PHILADELPHIA — If there is any silver lining the Utah Jazz can take away from their 105-98 loss to the 76ers on Sunday it is that they had a pretty bad shooting night, Joel Embiid dropped 59 points, and they really still were in the game.
But, you could also look at the boxscore and see that the Sixers went 4-of-23 from 3-point land and their best player still got 59 points, so that’s not great.
Ultimately the Jazz lost this game because they didn’t play smart and they were on the wrong side of an absolutely incredible performance.
Joel Embiid is just so, so good
The career-high 59 points on its own is incredible. But so is the 18-of-23 from inside the arc, his 20-of-24 from the free throw line, his 11 rebounds, 8 assists and 7 blocks.
He sliced and diced up the Jazz and made basically everything they threw at him look juvenile. What could they have done differently?
“That’s a great question,” Kelly Olynyk said. “I thought we did alright in the first seven-eight minutes, and then kind of let him get into a rhythm there at the end of the first and then in the second quarter, we kind of let him play a little to free and easy. We let him get to his spots. It’s tough. I mean, there’s so many things you could say you could have done, should have done differently, but he played really well.”










There are definitely things the Jazz are going to look at on film that they’ll wish they’d done differently. The communication when they tried to double Embiid was awful, they didn’t really try to get the ball out of his hands and let him dictate the entire game, they kept putting him on the foul like and they left him open too often early in the game.
But, no matter the situation, when a player is able to work through different coverages and different defenders and score in the variety of ways that Embiid did, and he finishes the night with 59 points, you kind of have to just tip your cap.
Bad decision-making
It would be one thing if you could blame the Jazz’s poor shooting on them being tired and not having their legs on the second game of a back-to-back, but I went back and rewatched all the Jazz’s 3-point attempts and there were only (maybe) four shots that looked like they were short. Mostly the Jazz’s shots were just off-target, rushed, or bad shots.
Bad shots usually are a product of bad decisions earlier in the shot-clock and the Jazz made a lot of bad decisions, even when they weren’t shooting from distance.
“Philly had 14 blocked shots,” Jazz head coach Will Hardy said. “That’s a lot of poor spacing and poor decision making.”
Yeah, and when you watch them all together it is a lot of the Jazz driving into traffic and not protecting the ball and not using a modicum of offensive space and just plain not being smart. And you can watch them all together because I put them all in one place for you:
“When that happens, we get stuck and we kind of shoot tough shots,” Mike Conley said. “Or our shots get blocked. We made it a lot tougher ourselves then we probably should have.”
After the game, some people were mad about the calls the Sixers were getting and the fact that Embiid went to the line 24 times, but again, I went back and watched every Jazz foul and there was only one that I thought was really questionable (a Lauri Markkanen foul on Embiid).
The truth is that Embiid is one of the best at drawing fouls and selling contact, and there’s a difference between flopping, and selling contact. Flopping suggests that there was no foul, but selling contact is making sure that the foul that was committed gets called, and Embiid is one of the best at that. His rip-through is literally on every scouting report.
The Jazz were just undisciplined and they got caught committing a bunch of cheap fouls that only helped Embiid and the rest of the Sixers. The Jazz can’t play sloppy defense and hope that they aren’t going to get called for reaching or pushing guys or making contact. Those are bad decisions and they just have to be smarter.
Free throw weirdness
Through the first five games of the season the Jazz were 28th in the league in free throw percentage. That’s very close to having the worst percentage.
The next six games on the schedule the Jazz shot 84.7% from the charity stripe, which was very good. Since then the Jazz have dropped off a little, shooting 74% from the free throw line in the last handful of games and that number is not helped out by the 56.5% they shot in the loss to the Sixers.
“We’ve been thinking about the free throws for a while,” Conley said after the game. “We started the year off not making them, went through a stretch of making them and starting to feel it and get into a rhythm. Tonight we went back and weren’t able to convert.
“If you look back, it’s a tight game, but with our free throws it would have given us a chance to hang in at the end. We know that you and we’ll be better. We’ll continue to get to the line and I’m sure guys are going to be thinking about it.”
Overall I don’t think that there’s anything to worry about with the free throws. The greater point is that these numbers usually even out with a bigger sample size and the season is still early. But it really stinks to have such an off night when the game is so close.
Even Markkanen, who is a career 85.2% free throw shooter, went just 1-of-4 from the line on Sunday, including a couple that could have made it a one-possession game down the stretch. It’s not the free throws that the Jazz are going to be rewatching on film and trying to fix, but those are some of the shots that the players will replay and think about on the flight home. Those are going to eat at them.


■ **What you have to do**:
Please show all lines of the records that include "background".

*** Record excerpts ***

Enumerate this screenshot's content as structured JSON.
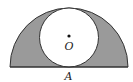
{
  "diagram": {
    "labels": {
      "center": "O",
      "base_point": "A"
    },
    "colors": {
      "shaded": "#9a9a9a",
      "stroke": "#333333",
      "background": "#ffffff"
    },
    "shapes": {
      "semicircle": {
        "cx": 69,
        "cy": 67,
        "r": 59
      },
      "inner_circle": {
        "cx": 69,
        "cy": 37.5,
        "r": 29.5
      },
      "center_dot": {
        "cx": 69,
        "cy": 36,
        "r": 1.6
      }
    }
  }
}
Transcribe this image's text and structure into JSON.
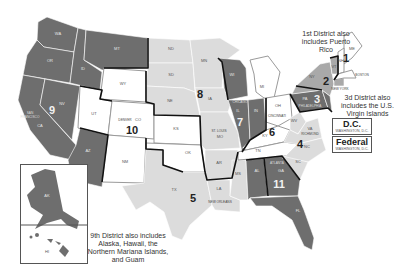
{
  "map": {
    "title": "Federal Judicial Circuits",
    "colors": {
      "dark": "#6e6e6e",
      "light": "#dcdcdc",
      "white": "#ffffff",
      "medium": "#a9a9a9",
      "border": "#111111"
    },
    "districts": [
      {
        "number": "1",
        "shade": "white",
        "states": [
          "ME",
          "NH",
          "MA",
          "RI"
        ]
      },
      {
        "number": "2",
        "shade": "medium",
        "states": [
          "NY",
          "VT",
          "CT"
        ]
      },
      {
        "number": "3",
        "shade": "dark",
        "states": [
          "PA",
          "NJ",
          "DE"
        ]
      },
      {
        "number": "4",
        "shade": "light",
        "states": [
          "MD",
          "WV",
          "VA",
          "NC",
          "SC"
        ]
      },
      {
        "number": "5",
        "shade": "light",
        "states": [
          "TX",
          "LA",
          "MS"
        ]
      },
      {
        "number": "6",
        "shade": "white",
        "states": [
          "OH",
          "MI",
          "KY",
          "TN"
        ]
      },
      {
        "number": "7",
        "shade": "dark",
        "states": [
          "WI",
          "IL",
          "IN"
        ]
      },
      {
        "number": "8",
        "shade": "light",
        "states": [
          "ND",
          "SD",
          "NE",
          "MN",
          "IA",
          "MO",
          "AR"
        ]
      },
      {
        "number": "9",
        "shade": "dark",
        "states": [
          "WA",
          "OR",
          "CA",
          "NV",
          "ID",
          "MT",
          "AZ",
          "AK",
          "HI"
        ]
      },
      {
        "number": "10",
        "shade": "white",
        "states": [
          "WY",
          "UT",
          "CO",
          "KS",
          "NM",
          "OK"
        ]
      },
      {
        "number": "11",
        "shade": "dark",
        "states": [
          "AL",
          "GA",
          "FL"
        ]
      }
    ],
    "district_labels": [
      "1",
      "2",
      "3",
      "4",
      "5",
      "6",
      "7",
      "8",
      "9",
      "10",
      "11"
    ],
    "state_labels": {
      "WA": "WA",
      "OR": "OR",
      "CA": "CA",
      "NV": "NV",
      "ID": "ID",
      "MT": "MT",
      "AZ": "AZ",
      "WY": "WY",
      "UT": "UT",
      "CO": "CO",
      "NM": "NM",
      "KS": "KS",
      "OK": "OK",
      "TX": "TX",
      "ND": "ND",
      "SD": "SD",
      "NE": "NE",
      "MN": "MN",
      "IA": "IA",
      "MO": "MO",
      "AR": "AR",
      "LA": "LA",
      "WI": "WI",
      "IL": "IL",
      "IN": "IN",
      "MI": "MI",
      "OH": "OH",
      "KY": "KY",
      "TN": "TN",
      "MS": "MS",
      "AL": "AL",
      "GA": "GA",
      "FL": "FL",
      "SC": "SC",
      "NC": "NC",
      "VA": "VA",
      "WV": "WV",
      "PA": "PA",
      "NY": "NY",
      "VT": "VT",
      "NH": "NH",
      "ME": "ME",
      "AK": "AK",
      "HI": "HI"
    },
    "cities": {
      "san_francisco": "SAN FRANCISCO",
      "denver": "DENVER",
      "st_louis": "ST. LOUIS",
      "chicago": "CHICAGO",
      "cincinnati": "CINCINNATI",
      "philadelphia": "PHILADELPHIA",
      "new_york": "NEW YORK",
      "boston": "BOSTON",
      "richmond": "RICHMOND",
      "new_orleans": "NEW ORLEANS",
      "atlanta": "ATLANTA",
      "dc": "DC"
    },
    "notes": {
      "first": "1st District also includes Puerto Rico",
      "third": "3d District also includes the U.S. Virgin Islands",
      "ninth": "9th District also includes Alaska, Hawaii, the Northern Mariana Islands, and Guam"
    },
    "courts": [
      {
        "title": "D.C.",
        "subtitle": "WASHINGTON, D.C."
      },
      {
        "title": "Federal",
        "subtitle": "WASHINGTON, D.C."
      }
    ]
  }
}
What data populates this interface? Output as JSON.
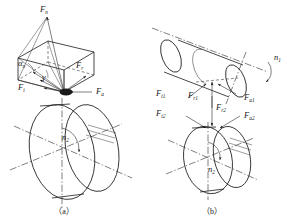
{
  "figure": {
    "subfigures": [
      {
        "caption": "（a）",
        "description": "Normal force decomposition on worm wheel",
        "labels": {
          "normal_force": "F",
          "normal_force_sub": "n",
          "radial_force": "F",
          "radial_force_sub": "r",
          "tangential_force": "F",
          "tangential_force_sub": "t",
          "axial_force": "F",
          "axial_force_sub": "a",
          "pressure_angle": "α",
          "pressure_angle_sub": "n",
          "lead_angle": "γ",
          "speed": "n",
          "speed_sub": "2"
        }
      },
      {
        "caption": "（b）",
        "description": "Force pairs on worm and worm wheel mesh",
        "labels": {
          "worm_tangential": "F",
          "worm_tangential_sub": "t1",
          "worm_radial": "F",
          "worm_radial_sub": "r1",
          "worm_axial": "F",
          "worm_axial_sub": "a1",
          "wheel_tangential": "F",
          "wheel_tangential_sub": "t2",
          "wheel_radial": "F",
          "wheel_radial_sub": "r2",
          "wheel_axial": "F",
          "wheel_axial_sub": "a2",
          "worm_speed": "n",
          "worm_speed_sub": "1",
          "wheel_speed": "n",
          "wheel_speed_sub": "2"
        }
      }
    ]
  },
  "colors": {
    "line": "#1a1a1a",
    "background": "#ffffff"
  }
}
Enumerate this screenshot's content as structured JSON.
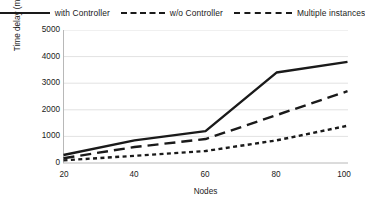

*** End of Record excerpts ***

■ **Output of the task**:
      "background": "#ffffff"
    "background": "#ffffff"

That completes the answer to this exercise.